Bible Readings: Exodus 20:1-17; Psalm 19; Matthew 13:18-23
This pandemic brought out so many things about people both positive and negative. One of the things we have observed more than ever before especially in the Church (which I know is not peculiar to our parish) is how much some people resist any form of law. Some people get upset when told where to sit, many refuse to sanitize their hands or wear facemasks without a just reason. Some people insist on doing the exact opposite of what they are told to do.
I have heard many people argued that there are so many laws in the Catholic Church, laws concerning the sacraments, the liturgy, the moral life etc., they want a Church where people can do whatever they feel like doing without being restricted.
Dear friends, after God created heaven and earth and the human person, He gave them a law. In the first reading of today, God gave Ten Commandments to His chosen people, commandments to guide their relationships with him and with one another, commandments to check their conduct and lifestyle.
As human persons, we all need just laws and wise principles to keep our tendencies under check, just laws do not take away our freedom but preserve them and they keep us focused, they keep us on the right track and make our lives more human, meaningful and safe.
A home where there are no formative laws is a chaotic home; this is the state of many homes today. The children can go out and come in when they want, they can do whatever they like, they can play games from morning to night, they can act without manners on the table, no principles, no wise laws, sometimes they have a parody of regulations without enforcement.

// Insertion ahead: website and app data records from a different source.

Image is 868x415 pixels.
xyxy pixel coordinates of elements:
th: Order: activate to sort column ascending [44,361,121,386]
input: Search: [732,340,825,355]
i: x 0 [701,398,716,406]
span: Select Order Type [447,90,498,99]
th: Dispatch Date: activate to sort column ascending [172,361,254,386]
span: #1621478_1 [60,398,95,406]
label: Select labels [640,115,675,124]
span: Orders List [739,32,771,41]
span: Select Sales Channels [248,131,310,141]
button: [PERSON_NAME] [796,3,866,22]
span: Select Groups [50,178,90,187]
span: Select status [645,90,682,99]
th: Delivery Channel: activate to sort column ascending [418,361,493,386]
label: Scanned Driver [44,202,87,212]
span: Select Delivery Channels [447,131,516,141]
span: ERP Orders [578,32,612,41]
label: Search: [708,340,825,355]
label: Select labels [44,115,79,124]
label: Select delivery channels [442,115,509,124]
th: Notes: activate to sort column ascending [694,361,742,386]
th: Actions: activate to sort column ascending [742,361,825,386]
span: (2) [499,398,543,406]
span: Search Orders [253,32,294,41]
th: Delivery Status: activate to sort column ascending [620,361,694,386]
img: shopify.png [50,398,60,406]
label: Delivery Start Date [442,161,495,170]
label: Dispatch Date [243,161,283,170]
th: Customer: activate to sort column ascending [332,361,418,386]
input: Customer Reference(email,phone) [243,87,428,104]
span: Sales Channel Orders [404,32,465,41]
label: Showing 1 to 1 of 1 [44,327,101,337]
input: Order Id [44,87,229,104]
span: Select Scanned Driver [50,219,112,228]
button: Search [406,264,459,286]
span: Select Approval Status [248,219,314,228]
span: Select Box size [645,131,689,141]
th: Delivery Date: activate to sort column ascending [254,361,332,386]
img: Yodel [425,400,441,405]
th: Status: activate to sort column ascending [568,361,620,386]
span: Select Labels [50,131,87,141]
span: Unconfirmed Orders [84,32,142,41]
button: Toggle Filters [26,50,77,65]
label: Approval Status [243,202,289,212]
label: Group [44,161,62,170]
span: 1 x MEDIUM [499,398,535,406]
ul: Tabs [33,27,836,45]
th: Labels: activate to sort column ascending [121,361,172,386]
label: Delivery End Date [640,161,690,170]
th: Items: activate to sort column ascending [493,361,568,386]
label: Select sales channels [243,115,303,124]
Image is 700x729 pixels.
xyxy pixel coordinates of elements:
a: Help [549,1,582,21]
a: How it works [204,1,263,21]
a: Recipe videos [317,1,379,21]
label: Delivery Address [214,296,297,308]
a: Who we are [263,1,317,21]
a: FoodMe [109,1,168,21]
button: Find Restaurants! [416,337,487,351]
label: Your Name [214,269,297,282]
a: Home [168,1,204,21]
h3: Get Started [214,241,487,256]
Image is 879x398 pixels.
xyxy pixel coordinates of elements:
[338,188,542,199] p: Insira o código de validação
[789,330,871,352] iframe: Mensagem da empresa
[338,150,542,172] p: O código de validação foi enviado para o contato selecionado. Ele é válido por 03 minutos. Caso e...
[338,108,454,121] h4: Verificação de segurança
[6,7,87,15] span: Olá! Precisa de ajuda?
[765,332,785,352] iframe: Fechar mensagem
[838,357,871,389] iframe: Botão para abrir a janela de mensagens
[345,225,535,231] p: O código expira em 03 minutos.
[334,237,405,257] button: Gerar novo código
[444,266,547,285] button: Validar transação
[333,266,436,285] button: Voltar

Children in such homes grow up to become rebels and social misfits.
As human persons too, we need wise principles and regulations to guide our lives and our conduct, we need to set rules and live within them, rules on what and how we eat and drink, how we relate with people, boundaries we should not cross, how we dispense our resources, where we go and where we shouldn’t go, limits that we should not go beyond, laws on how we spend our time etc.
The laws and principles by which we live, reveal the depth of our wisdom and maturity, how far we can go in life and how much we can achieve, they help to keep us under check and enable us to live purposeful lives.
What are your laws? What principles guide your conduct? What are the standards and boundaries you have set for yourself and those under your charge?
Let us pray today for wisdom to generate sensible laws for ourselves, for discipline to live within the provision of reasonable principles and the spirit of obedience to respect just laws for our own physical and spiritual well being and the well being of others.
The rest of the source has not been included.